The National Portrait Gallery holds four portraits of her.

Career

GB Stern was born on 17 June 1890 in North Kensington, London, the second, by some years, of two sisters.[1]

She wrote her first novel at the age of 20, and then continued to write a novel every year. Her "Rakonitz" novels, e.g. The Rakonitz Chronicles (1932), were based on her cosmopolitan, non-practising Jewish family. Her plays include The Man Who Pays The Piper (1931), which was revived by the Orange Tree Theatre in Richmond, London in 2013.

With Sheila Kaye-Smith she wrote the dialogues Talking of Jane Austen and More Talk of Jane Austen.
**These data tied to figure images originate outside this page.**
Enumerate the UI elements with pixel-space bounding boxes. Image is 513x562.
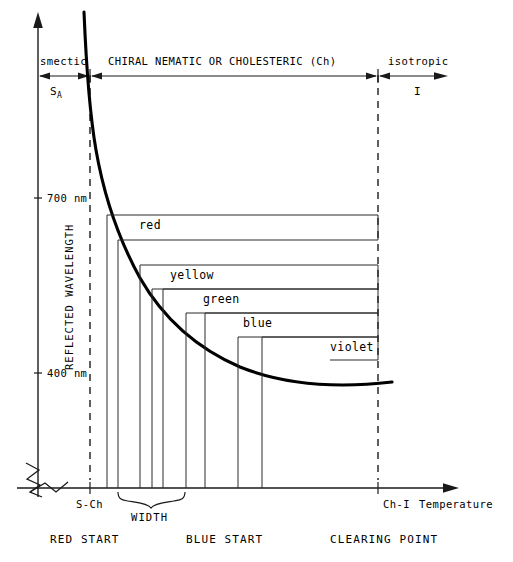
- phase-label-isotropic: isotropic: [388, 56, 449, 67]
- phase-boundary-lines: [90, 75, 378, 480]
- band-label-violet: violet: [330, 342, 374, 354]
- y-axis-title: REFLECTED WAVELENGTH: [64, 224, 75, 370]
- axis-break-zigzag: [26, 463, 68, 497]
- width-brace-label: WIDTH: [131, 512, 168, 523]
- figure-root: smectic SA CHIRAL NEMATIC OR CHOLESTERIC…: [0, 0, 513, 562]
- bottom-caption-red-start: RED START: [50, 534, 120, 545]
- phase-bar-rules: [39, 69, 448, 83]
- band-label-red: red: [139, 220, 161, 232]
- phase-symbol-smectic-sub: A: [57, 91, 62, 100]
- bottom-caption-blue-start: BLUE START: [186, 534, 263, 545]
- band-label-green: green: [203, 294, 240, 306]
- diagram-canvas: [0, 0, 513, 562]
- phase-label-cholesteric: CHIRAL NEMATIC OR CHOLESTERIC (Ch): [108, 56, 337, 67]
- y-tick-label-700: 700 nm: [47, 193, 87, 204]
- color-band-lines: [107, 215, 378, 360]
- band-label-blue: blue: [243, 318, 272, 330]
- x-marker-label-ch-i: Ch-I: [383, 499, 410, 510]
- bottom-caption-clearing-point: CLEARING POINT: [330, 534, 438, 545]
- phase-symbol-smectic-main: S: [50, 85, 57, 98]
- band-label-yellow: yellow: [170, 270, 214, 282]
- phase-label-smectic: smectic: [40, 56, 87, 67]
- phase-symbol-smectic: SA: [50, 86, 62, 100]
- x-axis-title: Temperature: [419, 499, 493, 510]
- y-axis: [33, 12, 43, 497]
- reflected-wavelength-curve: [84, 12, 392, 385]
- phase-symbol-isotropic: I: [414, 86, 421, 97]
- width-brace: [118, 492, 185, 508]
- x-marker-label-s-ch: S-Ch: [76, 499, 103, 510]
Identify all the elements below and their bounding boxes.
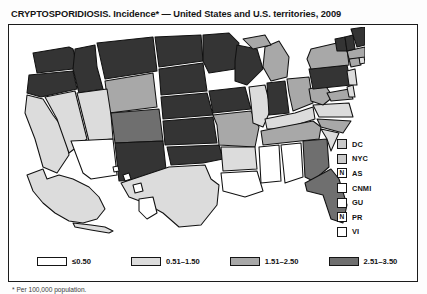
region-iowa: [209, 87, 251, 113]
scale-swatch-band-3: [230, 257, 260, 266]
us-map-svg: [13, 27, 365, 241]
region-kansas: [163, 117, 217, 145]
region-oklahoma: [167, 145, 223, 165]
territory-label-as: AS: [352, 169, 362, 178]
scale-legend-item: 2.51–3.50: [329, 257, 398, 266]
region-alabama: [281, 143, 303, 183]
region-northdakota: [155, 35, 203, 67]
scale-legend-item: 1.51–2.50: [230, 257, 299, 266]
territory-label-dc: DC: [352, 140, 363, 149]
territory-legend-item: VI: [337, 225, 399, 240]
territory-swatch-vi: [337, 227, 347, 237]
region-ohio: [287, 77, 313, 111]
territory-label-vi: VI: [352, 227, 359, 236]
territory-legend-item: CNMI: [337, 181, 399, 196]
region-colorado: [111, 109, 163, 143]
territory-swatch-pr: N: [337, 212, 347, 222]
territory-swatch-nyc: [337, 154, 347, 164]
territory-swatch-cnmi: [337, 183, 347, 193]
territory-label-cnmi: CNMI: [352, 184, 371, 193]
region-indiana: [267, 81, 289, 115]
scale-swatch-band-2: [131, 257, 161, 266]
scale-label-band-4: 2.51–3.50: [364, 257, 398, 266]
region-delaware: [347, 85, 355, 97]
territory-legend-item: DC: [337, 137, 399, 152]
scale-swatch-band-1: [37, 257, 67, 266]
region-washington: [33, 47, 76, 73]
region-hawaii-4: [139, 197, 157, 219]
territory-label-gu: GU: [352, 198, 363, 207]
figure-page: CRYPTOSPORIDIOSIS. Incidence* — United S…: [0, 0, 427, 294]
region-arkansas: [221, 147, 257, 171]
region-hawaii-3: [133, 183, 143, 193]
figure-frame: DC NYC N AS CNMI GU N PR: [8, 24, 418, 282]
region-hawaii-2: [123, 173, 131, 181]
scale-swatch-band-4: [329, 257, 359, 266]
region-mississippi: [259, 145, 281, 183]
territory-swatch-dc: [337, 139, 347, 149]
page-title: CRYPTOSPORIDIOSIS. Incidence* — United S…: [11, 9, 416, 19]
territory-legend-item: N AS: [337, 166, 399, 181]
incidence-scale-legend: ≤0.50 0.51–1.50 1.51–2.50 2.51–3.50 ≥3.5…: [9, 253, 417, 269]
region-newjersey: [347, 69, 357, 85]
region-arizona: [71, 139, 117, 179]
region-michigan: [263, 41, 289, 81]
scale-legend-item: 0.51–1.50: [131, 257, 200, 266]
region-nebraska: [161, 93, 213, 119]
region-idaho: [73, 45, 103, 93]
region-louisiana: [221, 171, 263, 197]
territory-label-pr: PR: [352, 213, 362, 222]
territory-legend: DC NYC N AS CNMI GU N PR: [337, 137, 399, 239]
territory-label-nyc: NYC: [352, 154, 368, 163]
region-southdakota: [159, 63, 207, 95]
scale-label-band-3: 1.51–2.50: [265, 257, 299, 266]
region-minnesota: [203, 33, 239, 73]
region-alaska-aleutians: [73, 223, 113, 233]
region-hawaii-1: [113, 166, 119, 172]
scale-label-band-2: 0.51–1.50: [166, 257, 200, 266]
territory-swatch-gu: [337, 198, 347, 208]
figure-footnote: * Per 100,000 population.: [12, 286, 312, 294]
territory-legend-item: GU: [337, 195, 399, 210]
scale-legend-item: ≤0.50: [37, 257, 91, 266]
territory-swatch-as: N: [337, 168, 347, 178]
region-virginia: [313, 103, 353, 117]
region-montana: [97, 37, 157, 79]
territory-legend-item: NYC: [337, 152, 399, 167]
scale-label-band-1: ≤0.50: [72, 257, 91, 266]
region-wisconsin: [235, 45, 263, 85]
territory-legend-item: N PR: [337, 210, 399, 225]
region-wyoming: [105, 73, 157, 113]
She also wrote a biography of Robert Louis Stevenson.

Her final novel, Promise Not to Tell, was published in 1964.[1]

In 1966 her 1938 novel The Ugly Dachshund was made into a film, also titled The Ugly Dachshund.

She married New Zealander Geoffrey Lisle Holdsworth in 1919, and sometimes collaborated with him. After World War II she became a Catholic.

She died in Wallingford, Oxfordshire, England on 28 September 1973.[1]

Daunt Books reissued The Matriarch on 27 June 2013.

Works

Plays

Novels

Short stories

Biography and literary criticism

Autobiography, memoirs

Sources

References

  1. 1 2 3 Susan Brown, Patricia Clements, Isobel Grundy (2006–2013). "G B Stern". Orlando: Women's Writing in the British Isles from the Beginnings to the Present. Cambridge University Press. Retrieved 4 April 2013.